Why do so many dingbat apartments look like minimum security facilities?
What do you do in your confinement but lay on your stained mattress in your airless sweatbox at the Casa Royale and wishcast on Craigslist a whole other life for yourself?
You scroll listings you can’t afford, like young Lucas, my protege at Lord Bezos Farm. You fantasize a rent-controlled studio for $900, three blocks from the beach, with no need for air conditioning. No commute over the hill to work. You, and thousands of others living off the 405, sharing an opium dream of fog slipping through the open window while you sleep.
In a mockery of desire, the very life-changing rental you seek crops up…. and just to really make you feel extra bad, it’s $300 less than you’re paying in Van Nuys, and one block from the Promenade. You drag yourself the open house to buy your lottery ticket, but only because you can’t talk yourself out of it. You send unhappy texts to Mr. UpintheValley, anticipating defeat.
Dude, the line for that apartment is huge.
Nowhere to park. Think I may bounce.
Me: Stay and fill out the paperwork, at least.
There’s going to be hundreds of applicants.
God hates me. I won’t get it.
Me: God loves you. Fill out the paperwork.
So Lucas stayed for the paperwork and paid the $60 application fee for the Apartment No One Gets, and went home to the Casa Royale feeling like a sucker. Two days later he gets a text. He, out of the audition line of supplicants has obtained the apartment. Suddenly he is Charlie Bucket, holding the gold foiled Wonka bar.
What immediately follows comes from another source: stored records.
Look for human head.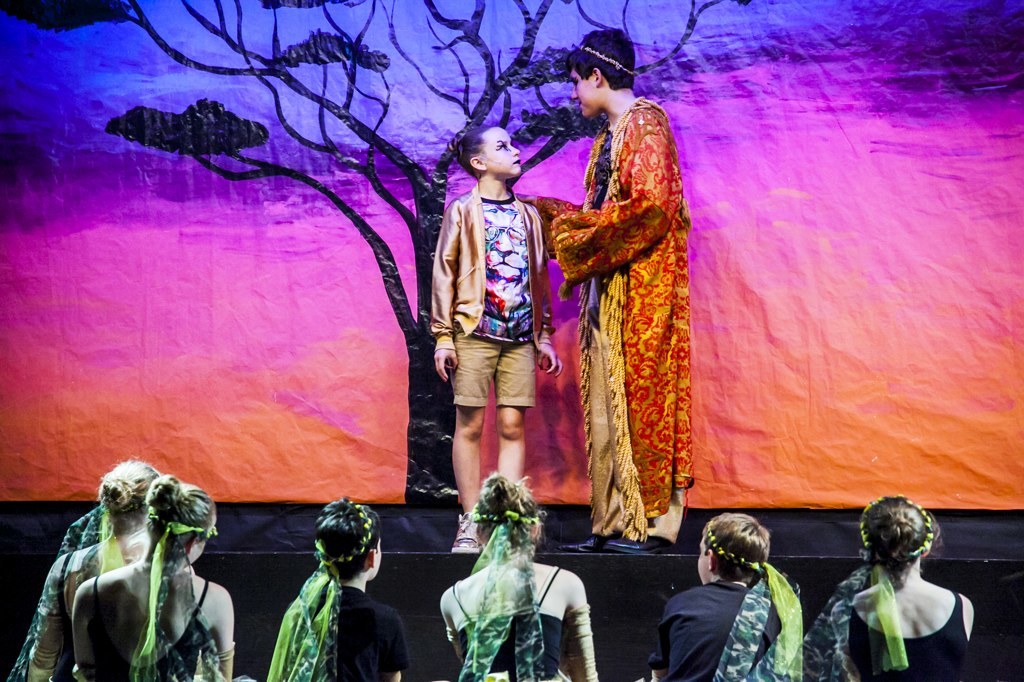
Found: left=97, top=461, right=158, bottom=532.
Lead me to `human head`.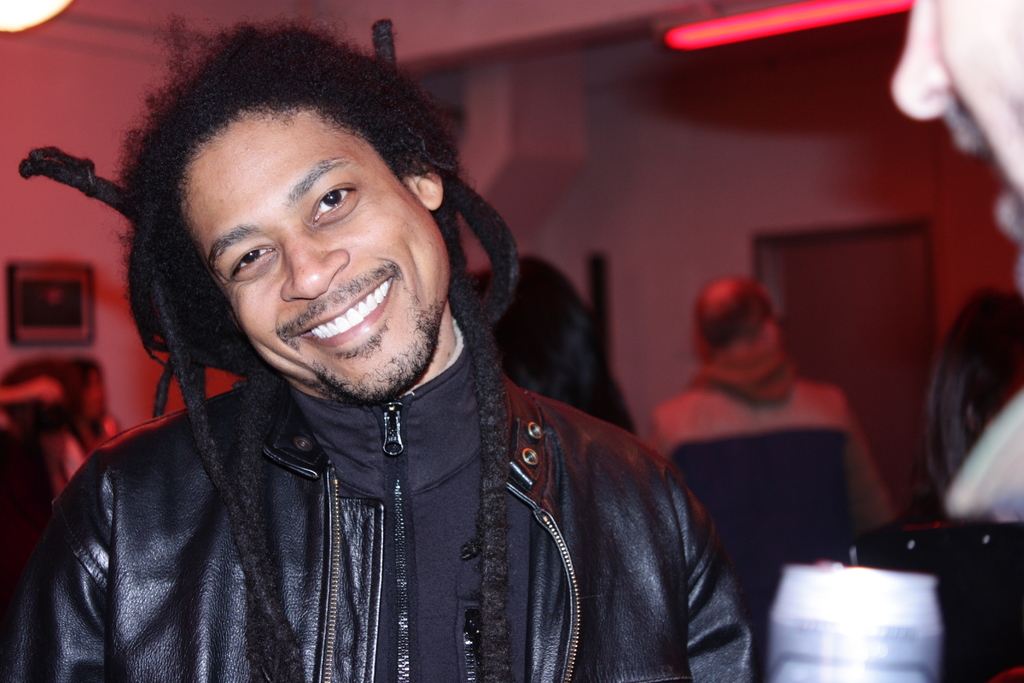
Lead to [left=65, top=361, right=102, bottom=424].
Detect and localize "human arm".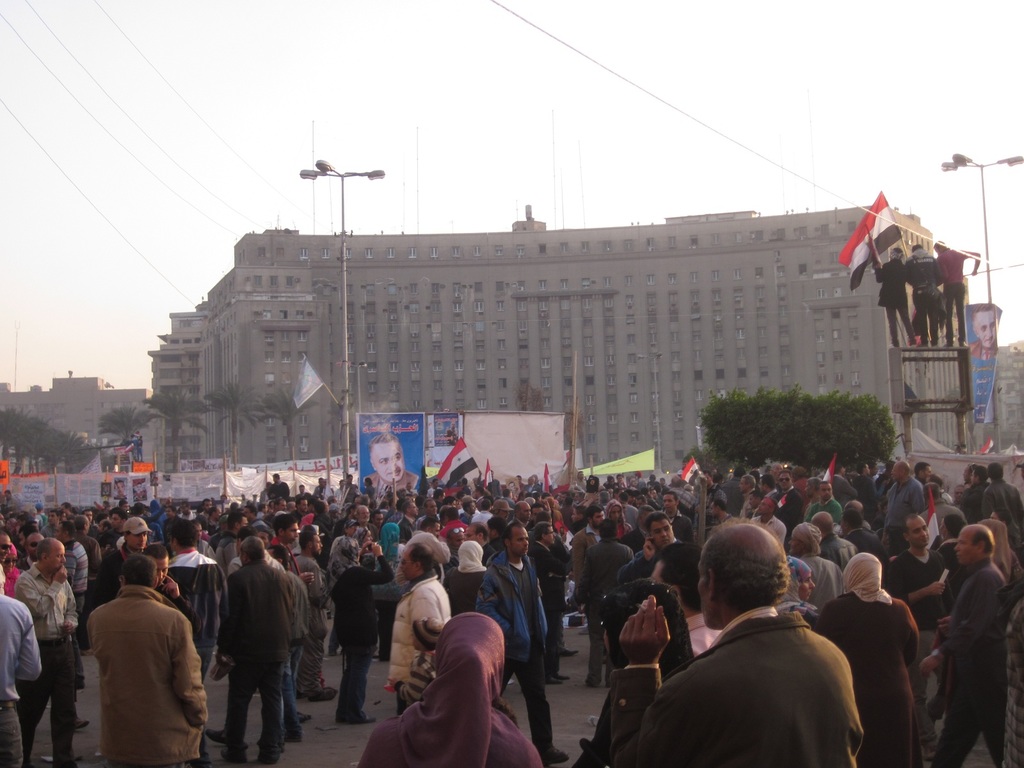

Which left the small matter of the mattress, and its sweaty, unhappy residual memories, better left in the Valley. Lucas decided to dump recycle it at the Narrows, at the crossroads of three homeless encampments. Over my objections, ladies and gentleman of the jury, as a homeowner and Mayor-Without-Portfolio of northern Van Nuys.
Dude, it’s going to be gone in an hour. Someone will sleep comfortable tonight.
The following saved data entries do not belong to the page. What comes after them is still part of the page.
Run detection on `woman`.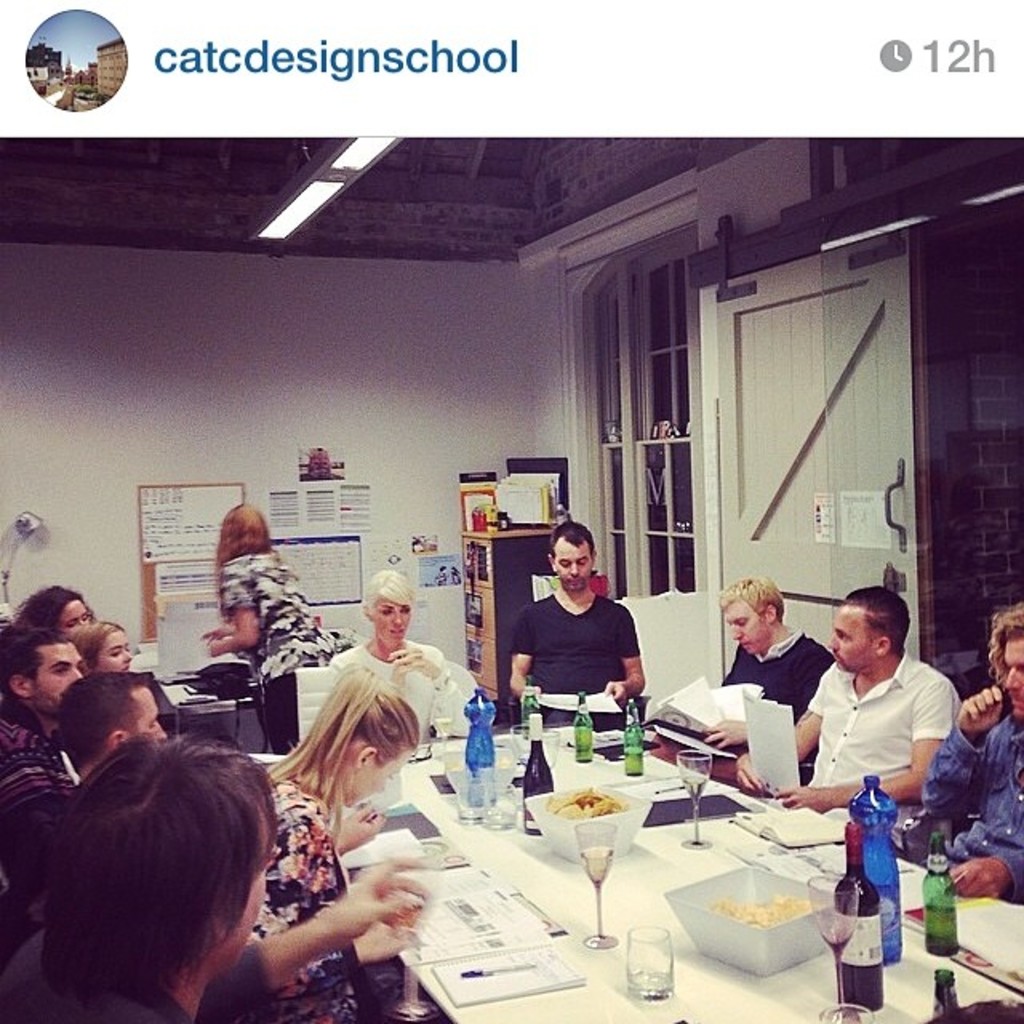
Result: pyautogui.locateOnScreen(330, 566, 474, 744).
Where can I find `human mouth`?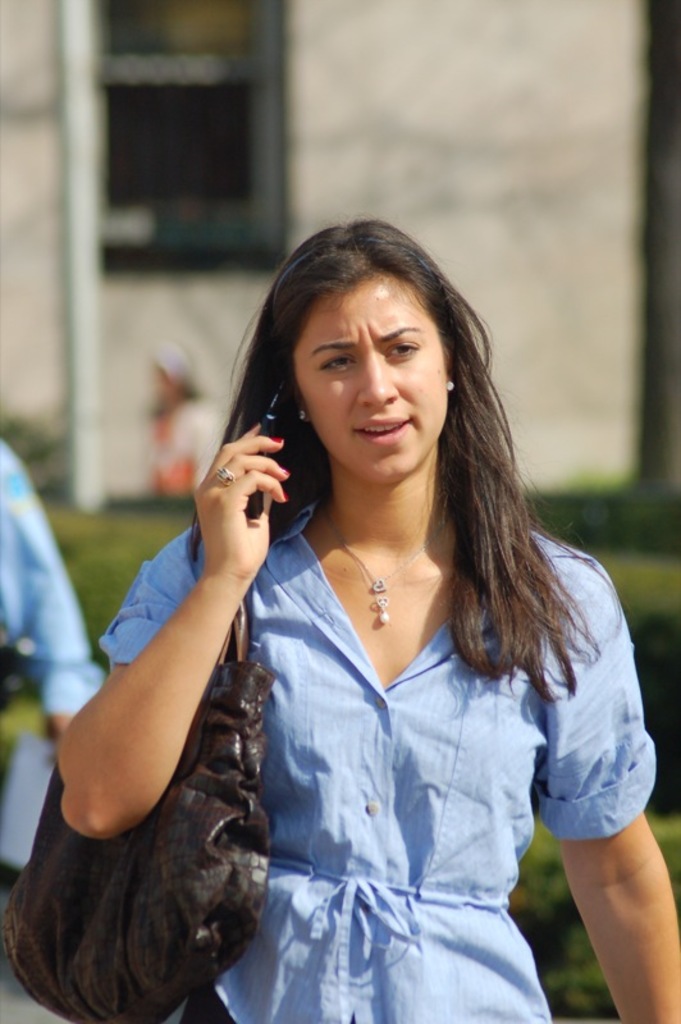
You can find it at <box>356,413,415,444</box>.
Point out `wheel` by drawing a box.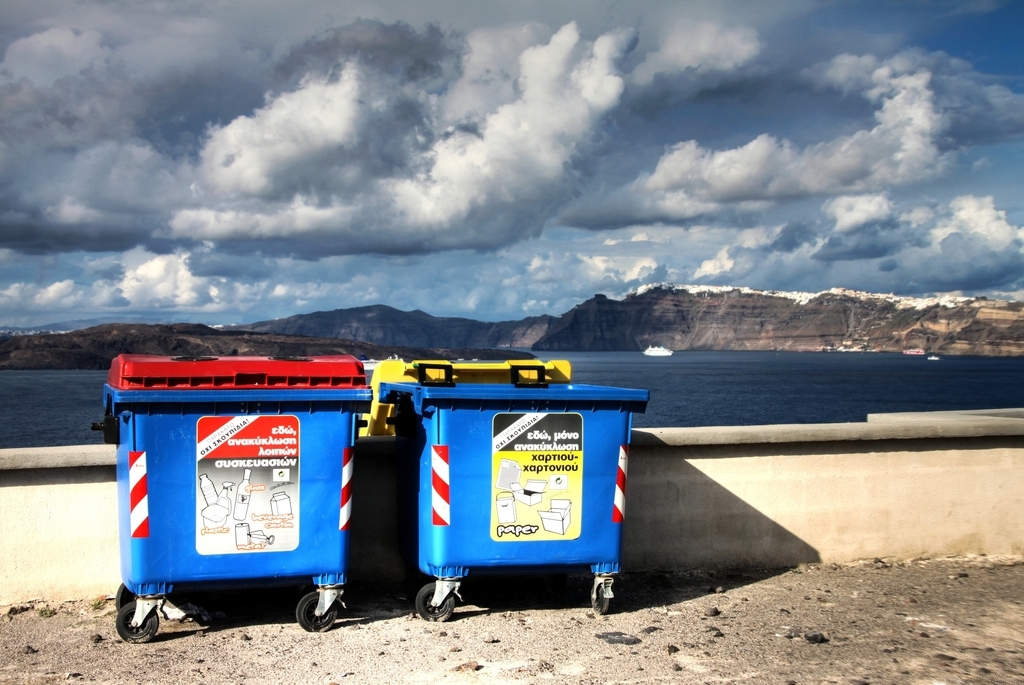
{"left": 115, "top": 584, "right": 140, "bottom": 603}.
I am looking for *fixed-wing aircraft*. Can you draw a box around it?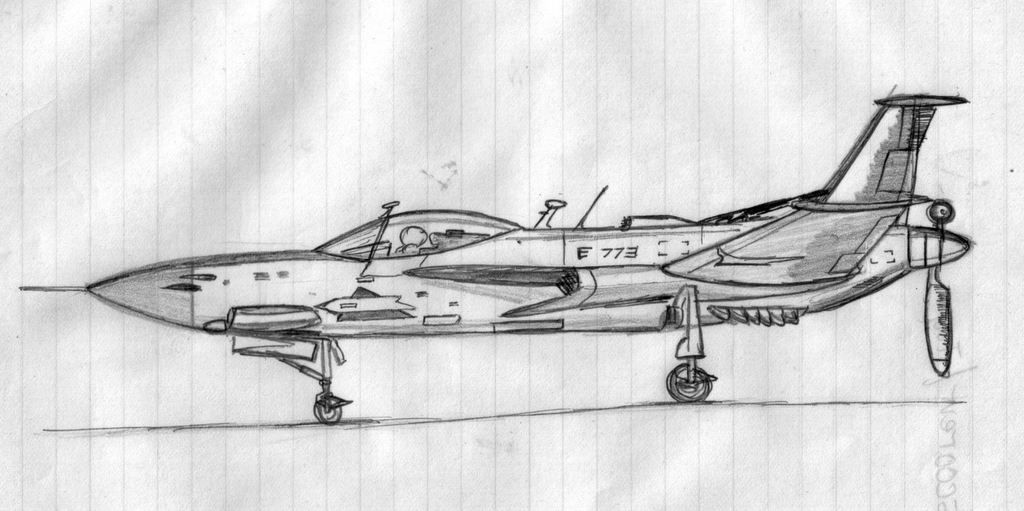
Sure, the bounding box is (x1=15, y1=90, x2=978, y2=423).
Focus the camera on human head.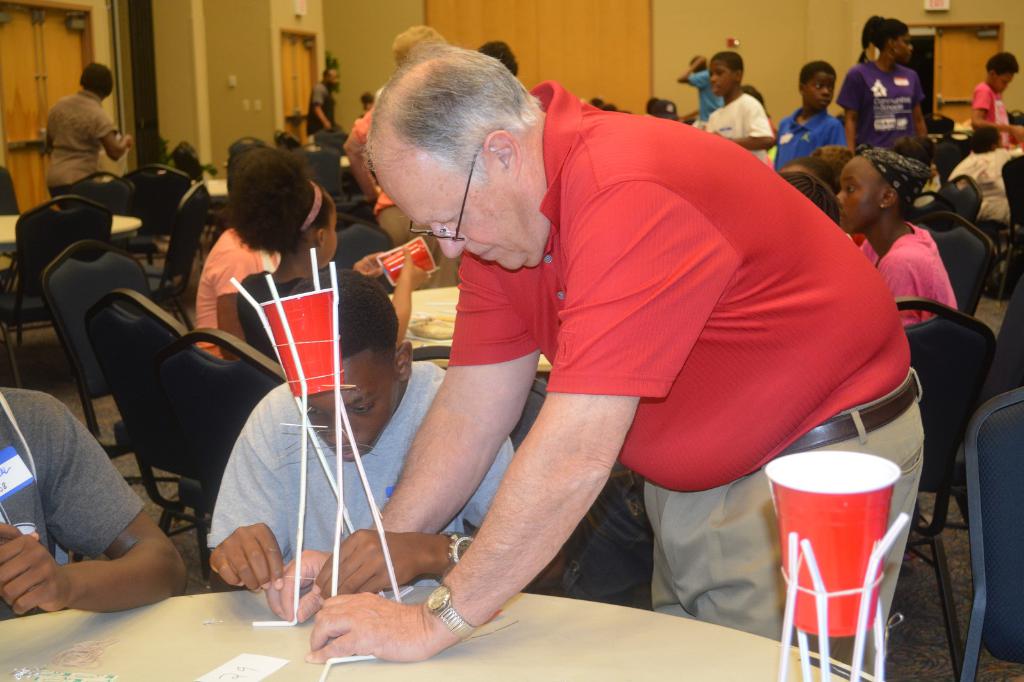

Later that evening, I walked the dogs up to the Narrows to reassure myself the mattress was …recycled. It had. In its place…amidst the festival of plastic garbage, I found the repository of another man’s history. Someone’s else’s life in LA which closed out in D minor on Raymer Street. A moment of urban symmetry.
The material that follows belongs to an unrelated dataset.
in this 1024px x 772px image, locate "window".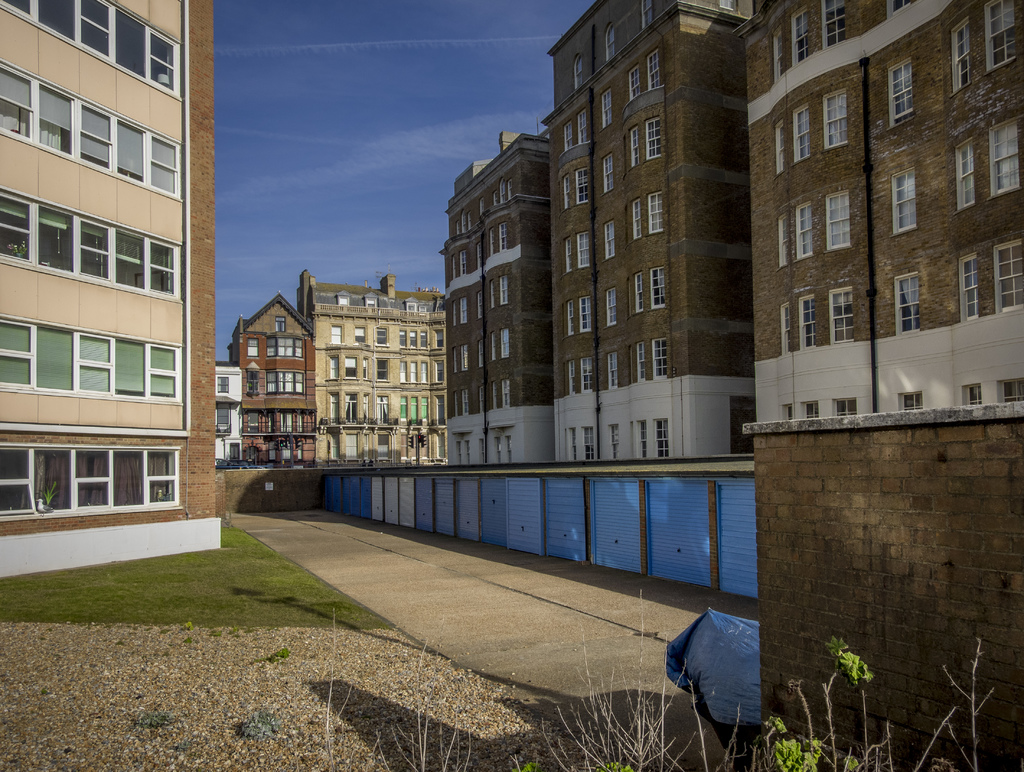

Three days later, on my way to the gym, I saw a mattress which looked suspiciously like his on Roscoe Blvd., over by the airport, two miles from where he left it. I sent an accusing text.
“That’s not her. My lady didn’t have those handles….”
And I thought of the dirty futons of my youth and wondered what became of them. I thought of the bed I chopped to pieces and set on fire in an act of marital cleansing and renewal, many years ago. All the escape chutes I wished for that never came to fruition. Suffering has brought me a different kind of happiness.